Ash Wednesday (6 March 2019)
Joel 2:12-18. Ps 51. 2 Cor 5:20—6:2. Mt 6:1-6, 16-18.
“Return to me with all your heart, with fasting, with weeping, and with mourning; rend your hearts and not your garments.”
We begin the season of Lent today with the ashes. We remind ourselves that we are dust. Our Creator didn’t use gold, uranium, diamonds, or pearls when making the human body, but mere dust (earth). We were made from what is really ordinary, and we were breathed into life—something extraordinary.
We shall return to dust: in this material world we are temporary. Only what is spiritual is permanent. Though our bodies die, our spirits will continue live. In resurrection we shall continue to live, in glorified bodies.
We are dust, we are earth, we are the universe itself. We are earth that is conscious, we are universe that is conscious. This is the beauty and uniqueness of human beings. As St Paul says, “we have this treasure in earthen vessels, so that the surpassing greatness of the power will be of God and not from ourselves.” (2 Cor 4:7) We are special, but fragile. We are unique, but that uniqueness has to be realized day by day until we achieve the fullness. We are creatures, our real glory is to allow a free hand to our Creator within our souls.
We are not only earth dust, we are also star dust—as scientists tell us. We are meant for transcendence. We are meant for the stars. Our spirits cannot be contained to that which is finite, but they open us towards that which is infinite.
So our Lenten project of fasting, praying and caring has the aim of opening us to transcendence, within ourselves and within our community. This also aims to repair and restore our relationship from all the three angles: our relationship with ourselves (fasting, penance, self-denial), our relationship with God (prayer), and our relationship with others (almsgiving, caring for others).
In the gospel reading of today Jesus instructs that the above three pillars not be pretentious and hypocritical. “Whenever you give alms, do not have it trumpeted before you; do not let your left hand know what your right hand is doing, so that your alms may be done in secret.” “Whenever you pray, do not be like hypocrites; go into your room and shut the door and pray to your Father who is in secret.” “Whenever you fast, do not look dismal; put oil on your head and wash your face, so that your fasting may be seen not by others but by your Father who is in secret.”
We need to do all these in secret. In the interiority of our hearts. And never for show.
Let this joyful season of Lent help us re-focus our attention on what is lasting, and help us give up whatever is unnecessary and harmful for us. In this way we can return to the Lord with all our heart, and accept Him fully to give meaning to our broken lives.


### TASK GOAL
When a line in the records includes the string "Proposals", it goes into the tally; report that tally alone.

### RECORDS SHOWN
^^^^^^^^^^^^^^^^
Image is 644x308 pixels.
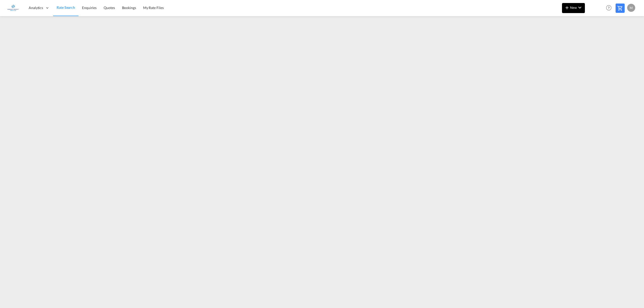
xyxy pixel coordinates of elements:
span: Enquiries [82,5,97,10]
span: Help [605,3,613,12]
md-icon: icon-plus 400-fg [564,4,570,10]
button: icon-plus 400-fgNewicon-chevron-down [562,3,585,13]
div: Help [605,3,616,13]
span: My Rate Files [143,5,164,10]
span: Bookings [122,5,136,10]
img: e1326340b7c511ef854e8d6a806141ad.jpg [8,2,19,14]
span: New [564,5,583,10]
div: M [627,4,635,12]
span: Rate Search [57,5,75,10]
span: Analytics [29,5,43,10]
span: Quotes [104,5,115,10]
md-icon: icon-chevron-down [577,4,583,10]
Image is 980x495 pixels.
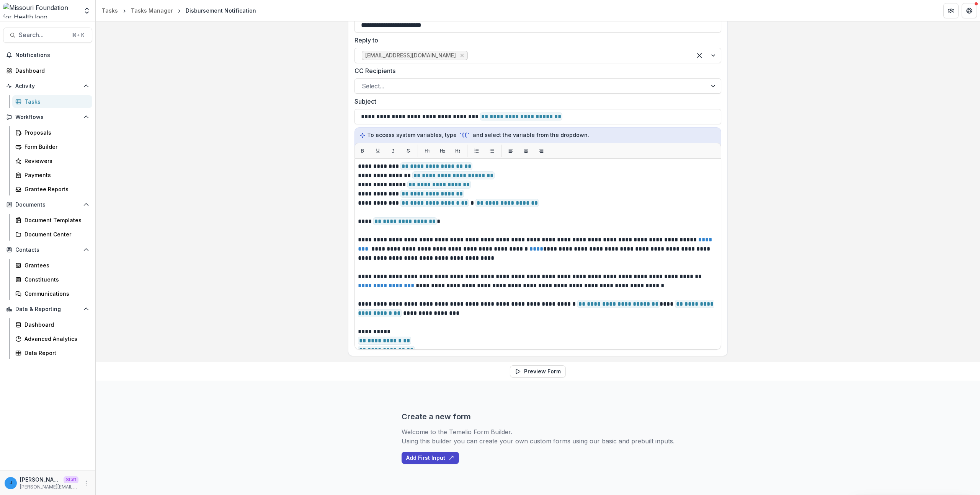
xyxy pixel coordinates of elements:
button: Open Workflows [3,111,92,123]
nav: breadcrumb [99,5,259,16]
label: CC Recipients [355,66,717,75]
div: Form Builder [24,142,86,151]
div: Payments [24,171,86,179]
a: Communications [13,287,92,300]
div: jonah@trytemelio.com [9,481,13,486]
button: Open entity switcher [81,3,92,18]
div: Communications [24,290,86,297]
a: Reviewers [13,155,92,168]
a: Dashboard [13,318,92,331]
a: Grantees [13,259,92,271]
button: Strikethrough [402,145,415,157]
button: Underline [372,145,384,157]
button: More [81,478,91,487]
span: Search... [18,31,67,39]
button: H3 [452,145,464,157]
p: To access system variables, type and select the variable from the dropdown. [360,131,717,139]
a: Tasks Manager [128,5,176,16]
div: Tasks Manager [131,7,173,14]
button: Align left [505,145,517,157]
span: Contacts [15,247,80,253]
div: Constituents [24,276,86,283]
span: Documents [15,202,80,208]
div: Tasks [24,97,86,106]
div: Dashboard [15,66,86,75]
button: Open Activity [3,80,92,92]
div: Clear selected options [693,49,706,62]
span: [EMAIL_ADDRESS][DOMAIN_NAME] [366,53,456,59]
div: Grantee Reports [24,185,86,193]
div: ⌘ + K [70,31,86,39]
button: Bold [356,145,369,157]
div: Reviewers [24,157,86,165]
button: Align right [536,145,547,157]
button: Add First Input [402,451,459,464]
div: Data Report [24,349,86,357]
button: Open Contacts [3,244,92,256]
a: Tasks [99,5,121,16]
label: Reply to [355,35,717,44]
button: Get Help [962,3,977,18]
a: Proposals [13,126,92,139]
a: Payments [13,168,92,182]
button: Align center [520,145,532,157]
button: Open Data & Reporting [3,303,92,315]
button: Search... [3,28,92,43]
a: Grantee Reports [13,183,92,195]
label: Subject [355,97,717,106]
code: `{{` [459,131,471,139]
p: [PERSON_NAME][EMAIL_ADDRESS][DOMAIN_NAME] [20,483,79,491]
button: Open Documents [3,199,92,211]
span: Activity [15,83,80,90]
a: Document Templates [13,214,92,226]
a: Data Report [13,347,92,359]
div: Remove lhuffstutler@mffh.org [459,52,466,59]
p: Staff [64,477,79,483]
a: Document Center [13,228,92,240]
span: Data & Reporting [15,306,80,312]
button: H2 [437,145,449,157]
span: Workflows [15,114,80,121]
a: Form Builder [13,141,92,153]
a: Advanced Analytics [13,333,92,345]
div: Disbursement Notification [186,7,257,14]
button: Italic [387,145,399,157]
a: Tasks [13,95,92,108]
p: Using this builder you can create your own custom forms using our basic and prebuilt inputs. [402,436,675,446]
div: Tasks [102,7,118,14]
img: Missouri Foundation for Health logo [3,3,79,18]
button: Notifications [3,49,92,61]
div: Grantees [24,261,86,270]
p: Welcome to the Temelio Form Builder. [402,427,675,436]
div: Document Templates [24,216,86,224]
button: Preview Form [510,365,566,378]
h3: Create a new form [402,412,471,421]
button: Partners [943,3,959,18]
button: List [486,145,498,157]
a: Dashboard [3,64,92,77]
span: Notifications [15,52,89,59]
div: Advanced Analytics [24,335,86,343]
button: H1 [421,145,433,157]
p: [PERSON_NAME][EMAIL_ADDRESS][DOMAIN_NAME] [20,476,60,483]
button: List [470,145,483,157]
div: Document Center [24,230,86,239]
div: Proposals [24,128,86,137]
div: Dashboard [24,321,86,328]
a: Constituents [13,273,92,286]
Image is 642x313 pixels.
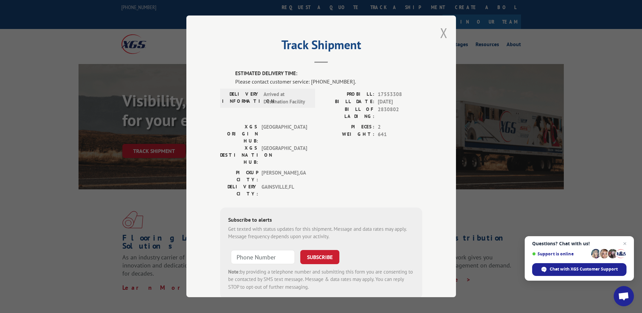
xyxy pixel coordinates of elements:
[220,183,258,198] label: DELIVERY CITY:
[220,40,423,53] h2: Track Shipment
[378,106,423,120] span: 2830802
[220,145,258,166] label: XGS DESTINATION HUB:
[621,240,629,248] span: Close chat
[235,70,423,78] label: ESTIMATED DELIVERY TIME:
[378,131,423,139] span: 641
[321,106,375,120] label: BILL OF LADING:
[550,266,618,272] span: Chat with XGS Customer Support
[262,123,307,145] span: [GEOGRAPHIC_DATA]
[300,250,340,264] button: SUBSCRIBE
[228,269,240,275] strong: Note:
[378,123,423,131] span: 2
[235,78,423,86] div: Please contact customer service: [PHONE_NUMBER].
[228,216,414,226] div: Subscribe to alerts
[378,98,423,106] span: [DATE]
[321,123,375,131] label: PIECES:
[532,263,627,276] div: Chat with XGS Customer Support
[262,169,307,183] span: [PERSON_NAME] , GA
[321,98,375,106] label: BILL DATE:
[262,183,307,198] span: GAINSVILLE , FL
[264,91,309,106] span: Arrived at Destination Facility
[614,286,634,307] div: Open chat
[228,268,414,291] div: by providing a telephone number and submitting this form you are consenting to be contacted by SM...
[440,24,448,42] button: Close modal
[231,250,295,264] input: Phone Number
[321,131,375,139] label: WEIGHT:
[262,145,307,166] span: [GEOGRAPHIC_DATA]
[220,169,258,183] label: PICKUP CITY:
[222,91,260,106] label: DELIVERY INFORMATION:
[532,252,589,257] span: Support is online
[321,91,375,98] label: PROBILL:
[228,226,414,241] div: Get texted with status updates for this shipment. Message and data rates may apply. Message frequ...
[532,241,627,246] span: Questions? Chat with us!
[220,123,258,145] label: XGS ORIGIN HUB:
[378,91,423,98] span: 17553308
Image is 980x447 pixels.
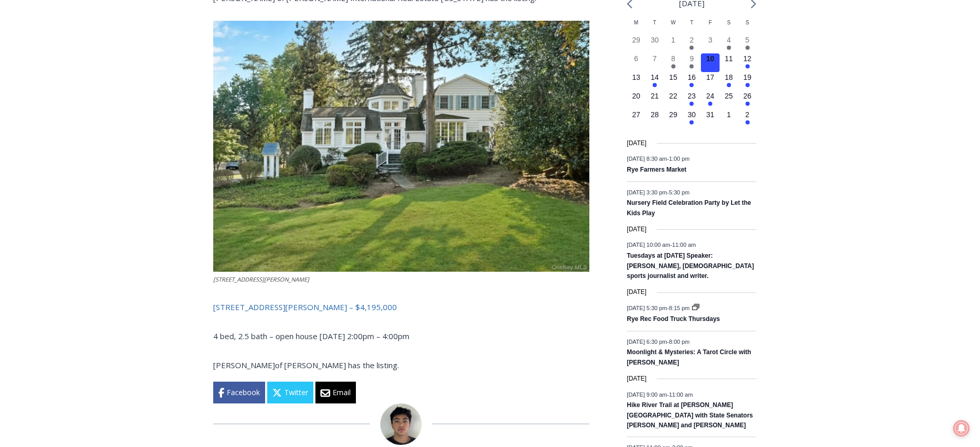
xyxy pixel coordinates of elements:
span: [DATE] 8:30 am [627,155,667,162]
div: Tuesday [646,19,664,35]
button: 16 Has events [683,72,702,91]
div: 6 [121,88,126,98]
div: 1 [108,88,113,98]
time: - [627,305,691,311]
button: 5 Has events [738,35,757,54]
button: 3 [701,35,720,54]
a: Rye Rec Food Truck Thursdays [627,315,720,324]
button: 8 Has events [664,54,683,72]
button: 4 Has events [720,35,738,54]
span: [DATE] 3:30 pm [627,189,667,195]
button: 17 [701,72,720,91]
button: 29 [664,109,683,128]
a: Facebook [213,382,265,404]
time: 24 [706,92,715,100]
span: 8:00 pm [669,338,690,345]
a: Nursery Field Celebration Party by Let the Kids Play [627,199,751,217]
em: Has events [727,83,731,87]
a: Twitter [268,382,314,404]
time: 28 [651,111,659,119]
em: Has events [653,83,657,87]
span: [DATE] 6:30 pm [627,338,667,345]
button: 1 [664,35,683,54]
time: 15 [669,73,678,81]
em: Has events [709,102,712,106]
button: 10 [701,54,720,72]
time: 22 [669,92,678,100]
time: 21 [651,92,659,100]
time: 7 [653,55,657,63]
em: Has events [746,102,750,106]
em: Has events [672,64,675,68]
time: 9 [690,55,694,63]
time: - [627,391,693,397]
button: 21 [646,91,664,109]
time: 16 [688,73,697,81]
time: [DATE] [627,224,647,234]
time: 5 [746,36,750,44]
div: Sunday [738,19,757,35]
time: 1 [672,36,675,44]
button: 25 [720,91,738,109]
span: M [634,20,638,26]
time: 3 [709,36,712,44]
span: 8:15 pm [669,305,690,311]
time: 27 [632,111,640,119]
span: T [690,20,694,26]
span: [DATE] 5:30 pm [627,305,667,311]
img: s_800_29ca6ca9-f6cc-433c-a631-14f6620ca39b.jpeg [1,1,103,103]
span: [PERSON_NAME] [213,360,275,370]
time: 25 [725,92,733,100]
time: - [627,242,696,248]
time: 31 [706,111,715,119]
time: - [627,189,690,195]
button: 1 [720,109,738,128]
button: 18 Has events [720,72,738,91]
div: Saturday [720,19,738,35]
time: 2 [690,36,694,44]
em: Has events [746,120,750,124]
a: [PERSON_NAME] Read Sanctuary Fall Fest: [DATE] [1,103,150,129]
span: 1:00 pm [669,155,690,162]
em: Has events [746,83,750,87]
button: 20 [627,91,646,109]
span: 11:00 am [672,242,697,248]
button: 31 [701,109,720,128]
a: Rye Farmers Market [627,166,687,174]
button: 12 Has events [738,54,757,72]
a: Hike River Trail at [PERSON_NAME][GEOGRAPHIC_DATA] with State Senators [PERSON_NAME] and [PERSON_... [627,402,753,430]
button: 30 [646,35,664,54]
time: 30 [688,111,697,119]
time: 17 [706,73,715,81]
time: 11 [725,55,733,63]
time: - [627,155,690,162]
time: 23 [688,92,697,100]
em: Has events [690,45,694,50]
div: Monday [627,19,646,35]
div: Friday [701,19,720,35]
button: 9 Has events [683,54,702,72]
button: 15 [664,72,683,91]
button: 24 Has events [701,91,720,109]
button: 29 [627,35,646,54]
time: [DATE] [627,374,647,384]
figcaption: [STREET_ADDRESS][PERSON_NAME] [213,275,590,284]
time: - [627,338,690,345]
img: Patel, Devan - bio cropped 200x200 [380,404,422,445]
a: Intern @ [DOMAIN_NAME] [249,101,503,129]
em: Has events [746,45,750,50]
img: 162 Kirby Lane, Rye [213,20,590,272]
span: 11:00 am [669,391,693,397]
span: S [727,20,731,26]
em: Has events [690,102,694,106]
button: 26 Has events [738,91,757,109]
span: [DATE] 9:00 am [627,391,667,397]
time: 6 [634,55,638,63]
time: 2 [746,111,750,119]
button: 28 [646,109,664,128]
button: 23 Has events [683,91,702,109]
div: / [116,88,118,98]
a: Moonlight & Mysteries: A Tarot Circle with [PERSON_NAME] [627,349,751,367]
button: 2 Has events [738,109,757,128]
a: [STREET_ADDRESS][PERSON_NAME] – $4,195,000 [213,302,397,312]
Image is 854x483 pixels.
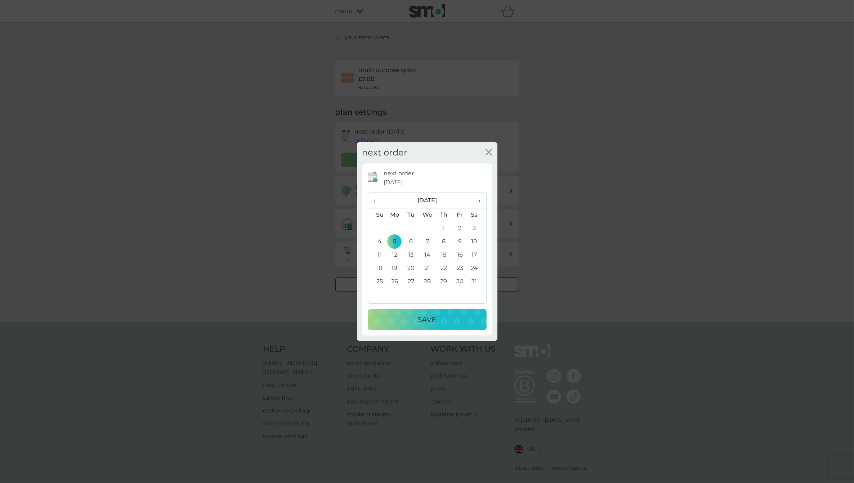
^^^^^^^^^^^^^^^^
### TASK ANSWER
2